Book Talk: Peter Donahue's THREE SIDES WATER
Name:
Book Talk: Peter Donahue's THREE SIDES WATER
Date:
June 22, 2018
Time:
6:00 PM - 7:30 PM PDT
Website:
https://www.peterdonahue.org/
Event Description:
Join us in celebrating award-winning author Peter Donahue’s new book Three Sides Water with novelist Scott Elliott at Port Angeles Public Library on Friday, June 22, 2018. Washington author Peter Donahue will read from his new book Three Sides Water at Port Angeles Public Library with novelist Scott Elliott on Friday, June 22, 2018 at 6:00 PM. In his latest work of literary fiction, Donahue distills the raw and vivid world of the Olympic Peninsula into a stunning work that challenges what it means to live life with purpose and integrity. THE BOOK Across the dramatic landscape of the Pacific Northwest’s Olympic Peninsula, Donahue’s characters take extraordinary actions to transcend the limitations imposed upon them. Marguerite struggles with the emotional aftermath of sexual assault amidst the mysticism and untamed wilderness of the Pacific coast in the 1920s. Avery navigates life as a “juvenile delinquent” while the social and political convulsions of the 1960s transform the world around him. Chris escapes the present-day mill town where he grew up, only to find he must reconcile his true self with the troubling persona he’s taken on. THE AUTHOR Peter Donahue is the author of the novels Clara and Merritt and Madison House, winner of the 2005 Langum Prize for American Historical Fiction, and the short story collection The Cornelius Arms. He is co-editor of the 2016 edition of the memoir Seven Years on the Pacific Slope and the anthologies Reading Seattle and Reading Portland. His Retrospective Review column on Northwest literature has appeared in Columbia: The Magazine of Northwest History since 2005. He teaches at Wenatchee Valley College at Omak and lives in Winthrop, Washington. In addition to reading passages from each of the short novels in Three Sides Water, Peter will be spending some time discussing Olympic Peninsula literature and fielding questions from the audience.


(Exercise objective) Could you please return each line of the data that has the word "ffffff"?

═════ Given data

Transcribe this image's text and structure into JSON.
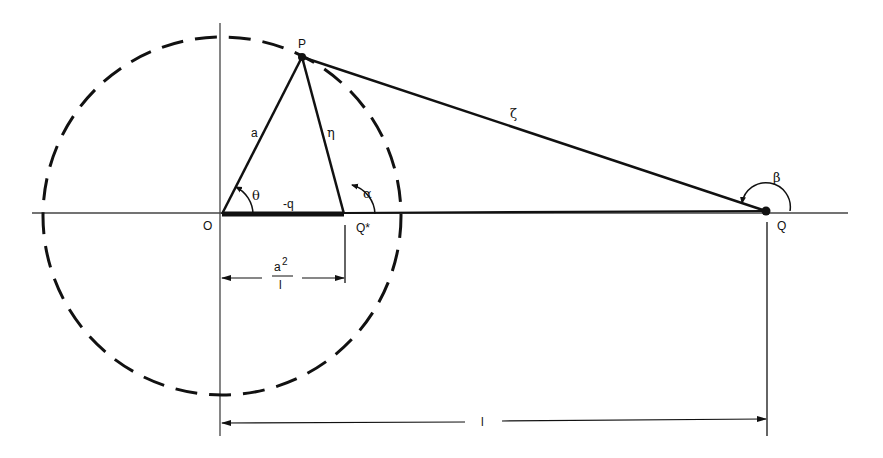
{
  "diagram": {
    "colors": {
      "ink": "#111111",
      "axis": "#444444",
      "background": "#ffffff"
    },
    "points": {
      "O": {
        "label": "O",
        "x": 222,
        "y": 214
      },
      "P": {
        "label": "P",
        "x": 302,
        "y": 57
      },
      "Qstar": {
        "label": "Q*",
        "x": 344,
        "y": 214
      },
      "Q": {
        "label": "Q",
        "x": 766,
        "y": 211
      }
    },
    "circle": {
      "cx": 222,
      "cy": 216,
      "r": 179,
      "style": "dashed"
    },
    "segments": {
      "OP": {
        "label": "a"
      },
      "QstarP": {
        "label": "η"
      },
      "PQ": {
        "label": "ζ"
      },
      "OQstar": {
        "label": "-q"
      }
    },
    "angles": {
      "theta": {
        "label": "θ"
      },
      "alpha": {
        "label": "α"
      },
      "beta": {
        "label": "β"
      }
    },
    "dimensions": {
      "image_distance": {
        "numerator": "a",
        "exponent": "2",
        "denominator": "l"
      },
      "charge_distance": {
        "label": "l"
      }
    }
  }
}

══════════
═════ Given data

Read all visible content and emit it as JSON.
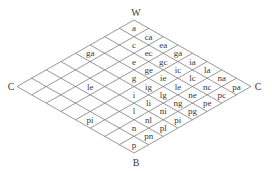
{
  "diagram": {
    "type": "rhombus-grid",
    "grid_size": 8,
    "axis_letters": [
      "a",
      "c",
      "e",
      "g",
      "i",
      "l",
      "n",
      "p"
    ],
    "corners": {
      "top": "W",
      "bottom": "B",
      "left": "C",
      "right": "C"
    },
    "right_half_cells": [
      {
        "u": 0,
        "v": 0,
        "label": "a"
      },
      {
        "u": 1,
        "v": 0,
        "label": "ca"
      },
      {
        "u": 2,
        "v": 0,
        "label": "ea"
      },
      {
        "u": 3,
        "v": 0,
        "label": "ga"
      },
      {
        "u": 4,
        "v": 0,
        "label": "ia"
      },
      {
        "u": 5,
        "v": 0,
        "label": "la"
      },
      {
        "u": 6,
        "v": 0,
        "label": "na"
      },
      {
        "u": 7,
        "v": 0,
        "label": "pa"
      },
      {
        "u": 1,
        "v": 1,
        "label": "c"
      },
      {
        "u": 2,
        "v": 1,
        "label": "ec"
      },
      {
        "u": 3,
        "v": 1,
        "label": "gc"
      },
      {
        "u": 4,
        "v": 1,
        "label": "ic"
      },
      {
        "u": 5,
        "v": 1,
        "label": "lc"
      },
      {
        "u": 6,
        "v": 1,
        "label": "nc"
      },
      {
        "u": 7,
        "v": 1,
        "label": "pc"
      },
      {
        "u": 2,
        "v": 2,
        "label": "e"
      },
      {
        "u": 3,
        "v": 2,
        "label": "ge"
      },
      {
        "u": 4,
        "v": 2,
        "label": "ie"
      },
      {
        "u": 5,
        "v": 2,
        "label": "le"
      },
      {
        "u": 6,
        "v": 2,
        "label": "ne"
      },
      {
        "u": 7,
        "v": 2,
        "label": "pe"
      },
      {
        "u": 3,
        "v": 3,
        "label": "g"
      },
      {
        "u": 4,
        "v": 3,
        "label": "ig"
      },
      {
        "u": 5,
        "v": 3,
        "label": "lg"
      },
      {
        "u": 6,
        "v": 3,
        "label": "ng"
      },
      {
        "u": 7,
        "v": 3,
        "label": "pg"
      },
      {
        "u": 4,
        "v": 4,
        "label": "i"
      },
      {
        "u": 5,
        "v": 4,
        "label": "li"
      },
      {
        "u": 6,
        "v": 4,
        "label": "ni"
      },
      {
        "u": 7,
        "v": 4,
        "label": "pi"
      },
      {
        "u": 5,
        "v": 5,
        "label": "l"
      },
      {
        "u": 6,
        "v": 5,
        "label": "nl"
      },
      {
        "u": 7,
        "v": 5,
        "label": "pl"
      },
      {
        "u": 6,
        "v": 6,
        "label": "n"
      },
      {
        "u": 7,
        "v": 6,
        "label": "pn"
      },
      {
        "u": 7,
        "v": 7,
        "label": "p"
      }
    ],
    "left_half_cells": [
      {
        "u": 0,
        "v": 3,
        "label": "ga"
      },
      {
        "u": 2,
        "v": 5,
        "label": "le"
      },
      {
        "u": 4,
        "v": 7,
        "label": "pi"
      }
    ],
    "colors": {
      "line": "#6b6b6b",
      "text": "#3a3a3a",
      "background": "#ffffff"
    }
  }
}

══════════
═════ Given data

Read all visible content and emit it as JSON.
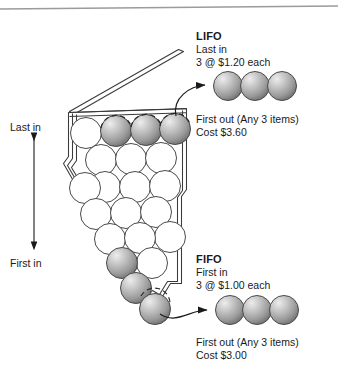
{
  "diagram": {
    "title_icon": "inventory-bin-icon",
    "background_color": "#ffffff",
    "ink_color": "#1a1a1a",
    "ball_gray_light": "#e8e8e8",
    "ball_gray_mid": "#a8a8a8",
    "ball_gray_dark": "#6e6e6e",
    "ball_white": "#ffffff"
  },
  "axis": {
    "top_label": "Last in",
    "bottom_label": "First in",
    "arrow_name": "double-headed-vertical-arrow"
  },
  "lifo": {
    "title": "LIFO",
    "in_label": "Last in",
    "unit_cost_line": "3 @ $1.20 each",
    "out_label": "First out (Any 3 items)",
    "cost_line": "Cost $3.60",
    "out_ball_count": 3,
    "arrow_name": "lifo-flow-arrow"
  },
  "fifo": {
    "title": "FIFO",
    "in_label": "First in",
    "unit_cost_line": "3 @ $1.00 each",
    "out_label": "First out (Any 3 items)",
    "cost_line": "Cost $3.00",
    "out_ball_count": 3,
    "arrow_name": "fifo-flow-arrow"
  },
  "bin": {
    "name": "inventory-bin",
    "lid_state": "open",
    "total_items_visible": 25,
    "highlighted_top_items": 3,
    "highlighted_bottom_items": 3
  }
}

══════════

(Result for this task)
      "background": "#ffffff"
      "background": "#ffffff"
    "background_color": "#ffffff",
    "ball_white": "#ffffff"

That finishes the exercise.